Fossil fuels cannot be replaced by alternative energy systems
- As the world’s higher-quality fossil fuel reserves rapidly deplete, no combination of alternative energy sources is likely to be sufficient to sustain industrial society at its present scale. Energy supply problems, perhaps severe, are likely during the coming decade.
- Fossil fuels and high quality uranium ores are depleting rapidly; world oil production may already have peaked. Present expectations for new technological replacements are probably overly optimistic with regard to ecological sustainability, potential scale of development, and levels of ‘net energy’ gain.
- Certain energy production systems suffer from low or negative net energy gain; these include most biofuels, hydrogen systems, oil shale, tar sands, and biomass, some of which also present unacceptable environmental.
- Limits to future energy supply are more dramatic if environmental impacts are considered including accelerating climate change, fresh water scarcity, destruction of food-growing lands, and shortages of minerals.
- Given the above, it is necessary to prepare societies for dramatic shifts in consumption and lifestyle expectations. It will also be necessary to promote a new ethic of conservation throughout the industrial world. A sharp reversal of today’s globalisation of commercial activity must be anticipated and facilitated, and government leaders must encourage a rapid evolution toward economies based on localism.
- The emphasis by policy makers on growth as the central goal and measure of modern economies is no longer practical or viable, as growth will be limited by both energy shortages and by society’s inability to continue venting energy production and consumption wastes (principally, CO2) into the environment without catastrophic consequences.
- With energy supplies diminishing, raw material resources similarly depleting, and crises such as climate change rapidly advancing; the long-term goal of satisfying the needs of the world’s poorest peoples, in their attempts to recover from centuries of colonialism, resource exploitation, and removal from traditional lands and economies, becomes ever more daunting.
- These factors must all be taken very seriously by policy makers in all countries, that have thus far failed to be realistic about what will be required to avoid future social and economic breakdowns and geopolitical crises, as countries and peoples compete for dwindling resources.
The study was carried out by the Post Carbon Institute, a think tank that works toward a transition to a more resilient, equitable, and sustainable world.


» **TRY IT**: Scan the data below for the string "style". Show every line where it turns up.

━━━━

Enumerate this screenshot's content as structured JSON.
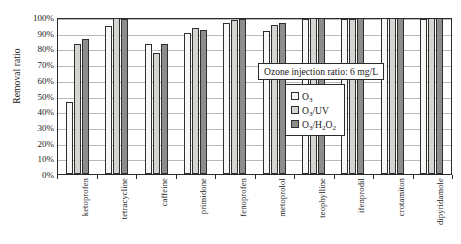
{
  "chart_data": {
    "type": "bar",
    "title": "",
    "xlabel": "",
    "ylabel": "Removal ratio",
    "ylim": [
      0,
      100
    ],
    "ytick_labels": [
      "0%",
      "10%",
      "20%",
      "30%",
      "40%",
      "50%",
      "60%",
      "70%",
      "80%",
      "90%",
      "100%"
    ],
    "ytick_values": [
      0,
      10,
      20,
      30,
      40,
      50,
      60,
      70,
      80,
      90,
      100
    ],
    "grid": true,
    "legend_position": "inside-right",
    "annotation": "Ozone injection ratio: 6 mg/L",
    "categories": [
      "ketoprofen",
      "tetracycline",
      "caffeine",
      "primidone",
      "fenoprofen",
      "metoprolol",
      "teophylline",
      "ifenprodil",
      "crotamiton",
      "dipyridamole"
    ],
    "series": [
      {
        "name": "O3",
        "label_html": "O<sub>3</sub>",
        "color": "#f7f7f5",
        "values": [
          46,
          94,
          83,
          90,
          96,
          91,
          99,
          99,
          100,
          99
        ]
      },
      {
        "name": "O3/UV",
        "label_html": "O<sub>3</sub>/UV",
        "color": "#d4d4d0",
        "values": [
          83,
          100,
          77,
          93,
          98,
          95,
          100,
          99,
          100,
          100
        ]
      },
      {
        "name": "O3/H2O2",
        "label_html": "O<sub>3</sub>/H<sub>2</sub>O<sub>2</sub>",
        "color": "#8d8d8b",
        "values": [
          86,
          99,
          83,
          92,
          99,
          96,
          100,
          100,
          100,
          100
        ]
      }
    ]
  }
}
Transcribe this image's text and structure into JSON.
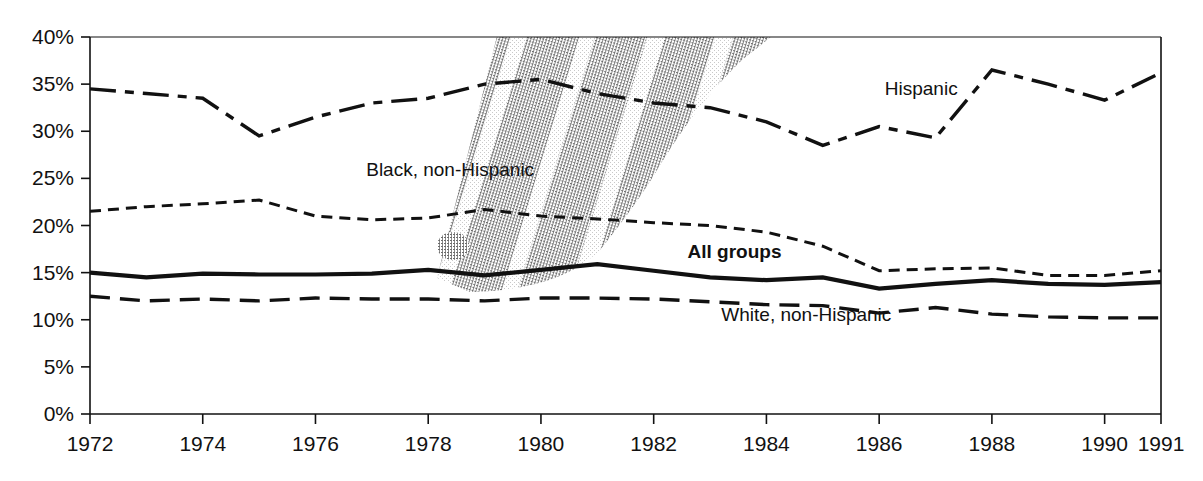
{
  "chart_data": {
    "type": "line",
    "title": "",
    "xlabel": "",
    "ylabel": "",
    "xlim": [
      1972,
      1991
    ],
    "ylim": [
      0,
      40
    ],
    "ytick_labels": [
      "0%",
      "5%",
      "10%",
      "15%",
      "20%",
      "25%",
      "30%",
      "35%",
      "40%"
    ],
    "ytick_values": [
      0,
      5,
      10,
      15,
      20,
      25,
      30,
      35,
      40
    ],
    "xtick_labels": [
      "1972",
      "1974",
      "1976",
      "1978",
      "1980",
      "1982",
      "1984",
      "1986",
      "1988",
      "1990",
      "1991"
    ],
    "xtick_values": [
      1972,
      1974,
      1976,
      1978,
      1980,
      1982,
      1984,
      1986,
      1988,
      1990,
      1991
    ],
    "grid": false,
    "legend_position": "inline-annotations",
    "x": [
      1972,
      1973,
      1974,
      1975,
      1976,
      1977,
      1978,
      1979,
      1980,
      1981,
      1982,
      1983,
      1984,
      1985,
      1986,
      1987,
      1988,
      1989,
      1990,
      1991
    ],
    "series": [
      {
        "name": "Hispanic",
        "style": "dash-dot",
        "label_x": 1986.1,
        "label_y": 33.8,
        "values": [
          34.5,
          34.0,
          33.5,
          29.5,
          31.5,
          33.0,
          33.5,
          35.0,
          35.5,
          34.0,
          33.0,
          32.5,
          31.0,
          28.5,
          30.5,
          29.3,
          36.5,
          35.0,
          33.3,
          36.2
        ]
      },
      {
        "name": "Black, non-Hispanic",
        "style": "short-dash",
        "label_x": 1976.9,
        "label_y": 25.3,
        "values": [
          21.5,
          22.0,
          22.3,
          22.7,
          21.0,
          20.6,
          20.8,
          21.7,
          21.0,
          20.7,
          20.3,
          20.0,
          19.3,
          17.8,
          15.2,
          15.4,
          15.5,
          14.7,
          14.7,
          15.2
        ]
      },
      {
        "name": "All groups",
        "style": "solid",
        "bold_label": true,
        "label_x": 1982.6,
        "label_y": 16.6,
        "values": [
          15.0,
          14.5,
          14.9,
          14.8,
          14.8,
          14.9,
          15.3,
          14.7,
          15.3,
          15.9,
          15.2,
          14.5,
          14.2,
          14.5,
          13.3,
          13.8,
          14.2,
          13.8,
          13.7,
          14.0
        ]
      },
      {
        "name": "White, non-Hispanic",
        "style": "long-dash",
        "label_x": 1983.2,
        "label_y": 9.9,
        "values": [
          12.5,
          12.0,
          12.2,
          12.0,
          12.3,
          12.2,
          12.2,
          12.0,
          12.3,
          12.3,
          12.2,
          11.9,
          11.6,
          11.5,
          10.7,
          11.3,
          10.6,
          10.3,
          10.2,
          10.2
        ]
      }
    ],
    "artifact": {
      "name": "scan-smudge",
      "description": "diagonal photocopy smudge with striped bands over 1978-1983 region"
    }
  }
}
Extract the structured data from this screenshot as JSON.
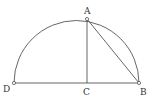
{
  "diagram": {
    "type": "geometry",
    "stroke_color": "#555555",
    "points": {
      "A": {
        "label": "A",
        "x": 87,
        "y": 19
      },
      "B": {
        "label": "B",
        "x": 139,
        "y": 83
      },
      "C": {
        "label": "C",
        "x": 87,
        "y": 83
      },
      "D": {
        "label": "D",
        "x": 14,
        "y": 83
      }
    },
    "segments": [
      {
        "from": "D",
        "to": "B"
      },
      {
        "from": "A",
        "to": "C"
      },
      {
        "from": "A",
        "to": "B"
      }
    ],
    "arc": {
      "from": "D",
      "to": "B",
      "shape": "semicircle"
    }
  }
}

━━━━

» **REPLY**:
        "style": "dash-dot",
        "style": "short-dash",
        "style": "solid",
        "style": "long-dash",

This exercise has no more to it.